Eventually 6-6 forward David McClure successfully blankets the 6-9 McCauley, doing everything he can within the rules, and more. “Dave, he does whatever it takes,” Henderson says. “I can’t give you a game this year where Dave has played bad.” McClure, one of the league’s most reticent shooters, chips in four points, three assists, three rebounds, two steals and no turnovers in 22 minutes.

The game turns after the Pack pulls within 54-53 with just under eight minutes remaining. From there, Duke closes with a 19-3 burst, forcing a clutch of turnovers that fuel its fast break. The Devils hit 76.9 percent of their second-half shots while improving to 17-1.

“They force you to think the game,” Lowe says admiringly. “So you really have to know how to play. In doing that, you have to be tough mentally as well as physically.” For 32 minutes at Durham, the 10-6 Wolfpack is up to that task, hinting at better things to come.

Wednesday night: North Carolina 94-Clemson 70
Last February 10, it appeared the impossible was about to occur. No, not that a major American political party was poised to nominate a black man as its candidate for president. That came later. Rather, Clemson was on the verge of winning a game at Chapel Hill.

Ready to avenge an earlier overtime defeat at Littlejohn Coliseum, the Tigers led the Tar Heels 79-68 with just over three minutes left in a rematch at the Smith Center. But as quickly as you could say, Oh, no, not again!, UNC rallied to tie the score and went on to win in double overtime. That extended Clemson’s winless record at Chapel Hill to 53 games, the longest streak by one team against another in NCAA history.

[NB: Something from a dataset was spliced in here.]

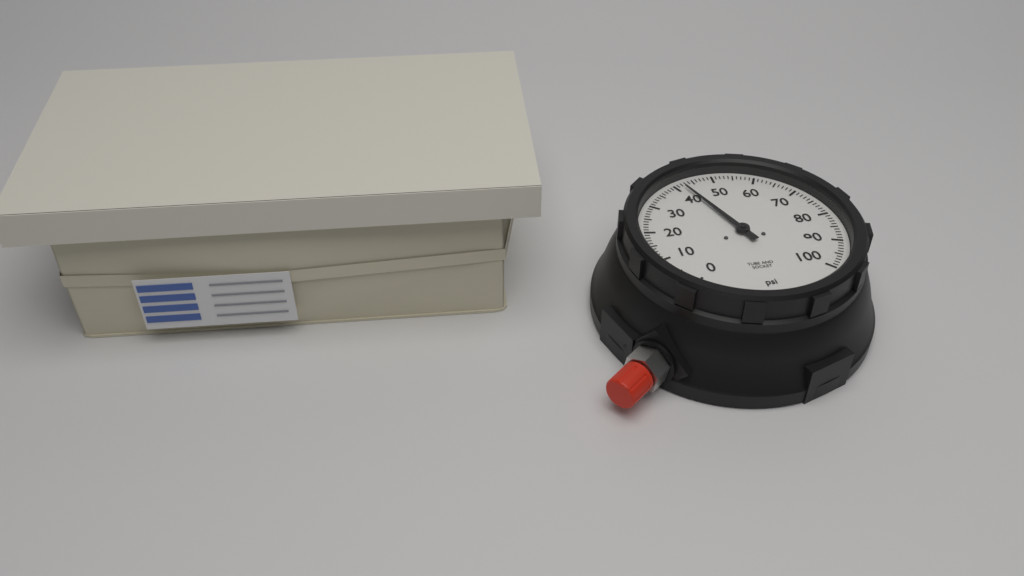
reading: 42 psi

Make that 54, following the only contest between the teams this season. The sole possible rematch would come in the ACC Tournament, where UNC and Clemson played for the 2008 title won by the Tar Heels. “We played pretty doggone well, basically the whole ballgame,” coach Roy Williams says after the fifth-ranked Heels cruise to their 17th victory against two defeats.

Thanks to expansion, Clemson’s visits to UNC are no longer annual. As one member of the Clemson entourage notes hopefully, “We don’t come back for 720 days.”

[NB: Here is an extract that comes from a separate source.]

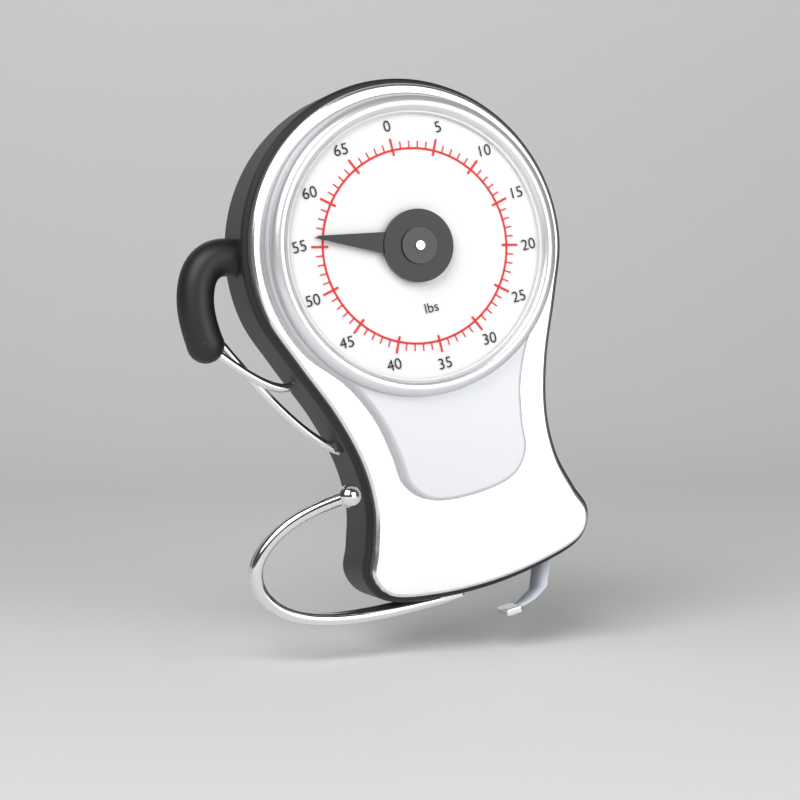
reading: 56 lbs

Actually, if by this he means a figurative two years, that would be 730 days. But who’s counting? Whenever the game is played, the result is virtually preordained, unchanged since the schools began competing in basketball in Chapel Hill in 1926 during the presidency of Calvin Coolidge.

When the Tigers next visit the Smith Center, at least they won’t face Wayne Ellington, who will probably be off somewhere trying his hand at professional basketball. The 6-4 junior has averaged 25 points in five career games against Clemson, exactly his scoring output as the Heels notch more points than any other Tiger opponent this season.

Ellington hits a momentum-boosting three just before halftime, juicing a 22-4 run that extends well into the second period and essentially decides the outcome. “Wayne always kills Clemson,” says fellow guard Bobby Frasor.

Ellington, a high school teammate of Duke’s Gerald Henderson, had 23 points in his previous outing against Miami. Heralding a revival of his fortunes, the All-ACC player hit 7 of 11 from 3-point range in the victory over the Hurricanes. Against No.10 Clemson his scoring is augmented by six rebounds and a career-best seven assists, arguably the most complete performance of his career. This is the first time he has enjoyed consecutive 20-point games.

“Things feel great right now,” says Ellington, admitting he was “doing a little too much thinking instead of just playing” until recently. “I’m getting my confidence back. Just shooting it. I’m just out there playing, just having a good time.”

So are the Tar Heels, who look suspiciously like the team that awed the basketball world until losing to Boston College less than three weeks ago.